And Chaucer himself, in a later poem addressed to a mysterious figure he called “Bukton,” humorously advises his friend to “rede” the “Wyf of Bathe” and thus avoid the “trappe” of wedlock.
MIDDLE ENGLISH COMPENDIUM PLUS
But the Prologue that Chaucer wrote for the Wife dwarfs all the rest in length at 858 lines (the second-longest is the Canon’s Yeoman’s Prologue at a mere 166 lines plus some confessional material in his Tale itself).įurthermore, two other pilgrims, the Clerk and the Merchant, make references to the Wife and her thoughts about marriage in their own tales. He gave many of his pilgrims’ tales short prologues in which the pilgrims talk about themselves or argue with other pilgrims (the Wife does much of both). made hym brenne his book anon right tho.”Ĭhaucer himself was clearly mesmerized by the Wife of Bath.
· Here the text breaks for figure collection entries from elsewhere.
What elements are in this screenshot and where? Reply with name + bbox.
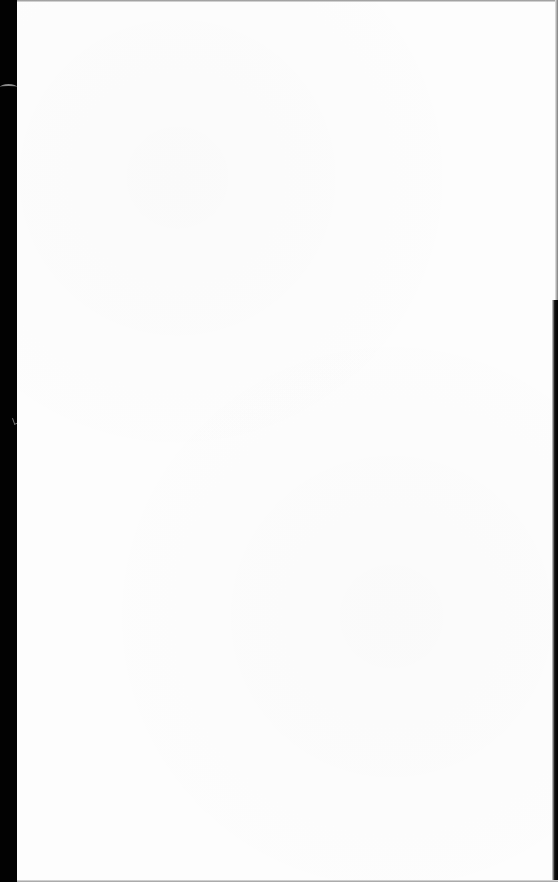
scanned-document bbox=[0, 0, 558, 882]
blank-page bbox=[17, 2, 552, 880]
page-curl-mark bbox=[0, 84, 17, 90]
scan-border-left bbox=[0, 0, 17, 882]
scan-border-right-bottom bbox=[552, 300, 558, 882]
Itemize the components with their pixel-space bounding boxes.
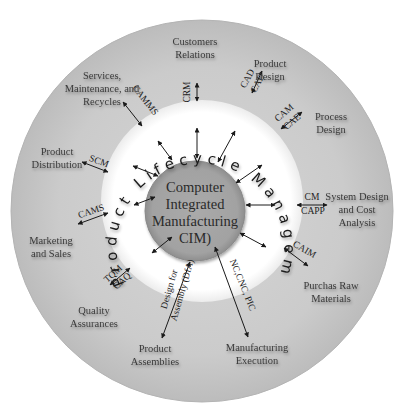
svg-text:Product: Product <box>254 58 287 69</box>
svg-text:System Design: System Design <box>325 191 389 202</box>
svg-text:Maintenance, and: Maintenance, and <box>65 83 140 94</box>
plm-cim-diagram: Product Lifecycle Management (PLM) Compu… <box>0 0 406 416</box>
svg-text:Marketing: Marketing <box>29 235 73 246</box>
svg-text:Relations: Relations <box>175 49 215 60</box>
svg-text:Distribution: Distribution <box>32 159 84 170</box>
svg-text:Product: Product <box>139 343 172 354</box>
svg-text:Customers: Customers <box>173 36 218 47</box>
svg-text:Quality: Quality <box>78 305 110 316</box>
abbr-crm: CRM <box>182 81 192 103</box>
svg-text:Purchas Raw: Purchas Raw <box>303 280 359 291</box>
svg-text:and Sales: and Sales <box>31 248 71 259</box>
svg-text:Process: Process <box>315 111 347 122</box>
svg-text:Materials: Materials <box>311 293 351 304</box>
svg-text:Assemblies: Assemblies <box>131 356 179 367</box>
svg-text:Manufacturing: Manufacturing <box>226 342 289 353</box>
svg-text:Design: Design <box>255 71 285 82</box>
center-line-1: Computer <box>166 179 224 195</box>
svg-text:Execution: Execution <box>236 355 279 366</box>
abbr-capp: CAPP <box>301 206 325 216</box>
abbr-cm: CM <box>305 192 320 202</box>
center-line-4: CIM) <box>179 230 211 247</box>
svg-text:and Cost: and Cost <box>338 204 375 215</box>
svg-text:Recycles: Recycles <box>83 96 121 107</box>
svg-text:Services,: Services, <box>83 70 121 81</box>
center-line-2: Integrated <box>166 196 226 212</box>
svg-text:Design: Design <box>316 124 346 135</box>
svg-text:Analysis: Analysis <box>339 217 376 228</box>
svg-text:Product: Product <box>41 146 74 157</box>
center-line-3: Manufacturing <box>152 213 238 229</box>
svg-text:Assurances: Assurances <box>70 318 118 329</box>
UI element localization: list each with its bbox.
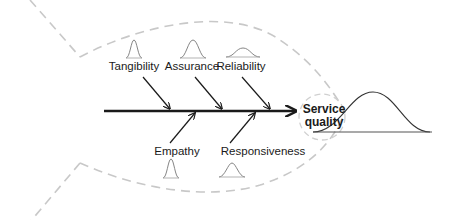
arrow-reliability [242, 77, 270, 109]
effect-label-line1: Service [303, 103, 346, 116]
bell-reliability-icon [226, 48, 260, 57]
tail-top-line [30, 0, 80, 57]
bell-responsiveness-icon [219, 163, 245, 177]
bell-empathy-icon [163, 159, 179, 178]
arrow-tangibility [143, 77, 170, 109]
fishbone-diagram [0, 0, 453, 220]
arrow-responsiveness [230, 113, 255, 143]
cause-label-empathy: Empathy [154, 146, 199, 158]
bell-assurance-icon [180, 40, 206, 58]
effect-label: Service quality [303, 103, 346, 128]
tail-bottom-line [30, 163, 80, 220]
cause-label-tangibility: Tangibility [109, 61, 160, 73]
cause-label-assurance: Assurance [165, 61, 219, 73]
bell-tangibility-icon [126, 40, 142, 58]
arrow-assurance [195, 77, 222, 109]
cause-label-responsiveness: Responsiveness [221, 146, 305, 158]
effect-label-line2: quality [303, 116, 346, 129]
cause-label-reliability: Reliability [216, 61, 265, 73]
arrow-empathy [170, 113, 195, 143]
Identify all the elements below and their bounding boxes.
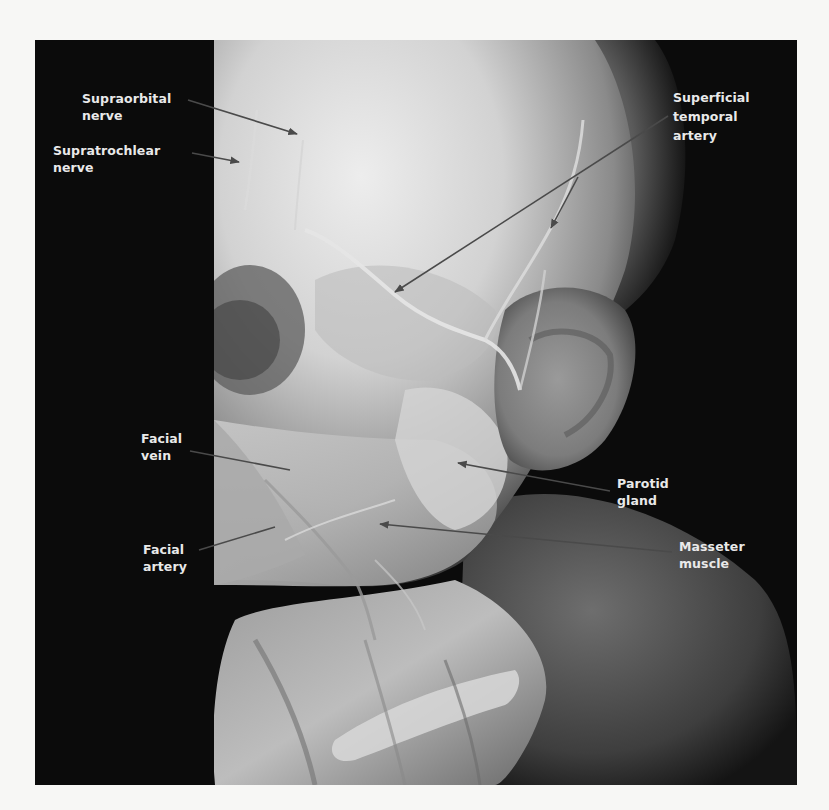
- label-line: gland: [617, 492, 669, 509]
- label-line: Facial: [143, 541, 187, 558]
- label-line: artery: [143, 558, 187, 575]
- label-parotid-gland: Parotid gland: [617, 475, 669, 509]
- label-line: nerve: [53, 159, 160, 176]
- label-supraorbital-nerve: Supraorbital nerve: [82, 90, 171, 124]
- label-facial-artery: Facial artery: [143, 541, 187, 575]
- label-supratrochlear-nerve: Supratrochlear nerve: [53, 142, 160, 176]
- label-line: Masseter: [679, 538, 745, 555]
- label-masseter-muscle: Masseter muscle: [679, 538, 745, 572]
- label-superficial-temporal-artery: Superficial temporal artery: [673, 88, 750, 145]
- label-line: muscle: [679, 555, 745, 572]
- label-line: artery: [673, 126, 750, 145]
- label-line: Facial: [141, 430, 182, 447]
- label-facial-vein: Facial vein: [141, 430, 182, 464]
- label-line: Superficial: [673, 88, 750, 107]
- label-line: nerve: [82, 107, 171, 124]
- label-line: Parotid: [617, 475, 669, 492]
- page: Supraorbital nerve Supratrochlear nerve …: [0, 0, 829, 810]
- label-line: Supratrochlear: [53, 142, 160, 159]
- label-line: temporal: [673, 107, 750, 126]
- label-line: Supraorbital: [82, 90, 171, 107]
- label-line: vein: [141, 447, 182, 464]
In a rambling Prologue to her Tale, the Wife, describing her sexual adventures as a youthful bride with her first three rich but elderly husbands, declares, “I laughe whan I thynke / How pitously a-nyght I made hem swynke.” It is hard not to admire her forthrightly expressed appetites and her entrepreneurial energy in using her “quoniam” (it means what you think it means) to perhaps hasten the deaths that left her a wealthy and respectable widow with the time and means to travel at her leisure to sacred sites.Īs for her late fifth husband, 20 years her junior and an Oxford dropout named Jankyn, their marriage, as she describes it, consisted of her successful battle for the “maistrie ,” as she pried him away from his “book of wikked wyves,” a compendium of classical and biblical stories about women making their husbands’ lives miserable: Eve, Delilah, Clytemnestra, Socrates’ Xanthippe who “caste piss upon his head.” The Wife boasts: “I. Raunchy, boisterous, wine-tippling, and determined to have her way in relationships with men, the 40-ish, five times-married (starting at age 12) Wife is the most vividly realized of the thirty-odd pilgrims from various walks of life, including Chaucer himself, who people the poem with their personalities and storytelling as they ride from London to Canterbury Cathedral and the shrine of the “hooly blisful martir” St. The Wife of Bath is everyone’s favorite character in Chaucer’s Canterbury Tales.